Announcing the partnership during the 2012 mHealth Summit, Ideal Life expressed its reliance on Orange to scale its remote monitoring for wellness and chronic conditions to an international level.
Consequently, Ideal Life will now issue new medical hubs loaded with Orange SIM cards to homeowners. These home-residing units will collect data from a couple of health-related gadgets and transmit it in real-time over Orange networks to physicians for analysis. This data will be accessible from a range of devices like tablets, smartphones and personal computers with an added application for standardized EMR data format output, a move aimed at making the system legislation compliant.
Orange has a record in continued precision delivery of M2M solutions tailored to suit the medical care field nests on the company’s healthcare-solution development unit named Orange Healthcare.
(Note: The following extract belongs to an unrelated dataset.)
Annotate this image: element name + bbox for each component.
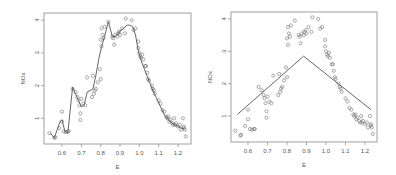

Its executive VP, Thierry Zylberberg, believes that this partnership is the best thing to ever happen in health care provisioning.
Thierry says, “Combining our expertise in e-health with our global M2M solutions, Orange is well placed to deliver advanced m-Health services to our customers like Ideal Life, and in turn to their patients, health professionals, caregivers and insurance carriers, with the goal, in part, to offer patients and their families peace of mind.”
With the highly reputable Orange covering Ideal Life’s back, more medical service subscribers can now access more efficient real-time medical monitoring. The increased effective radius and patient load will reduce the number of inpatient cases by providing detailed home-based medical care at affordable costs.
On the other hand, the hospital will incur less cost in its move to electronic medical record (EMR) while offering superb regulatory compliance at lower costs. This is the dawn of a new era where the clean antiseptic smell of the hospitals will be secluded to those who directly need it.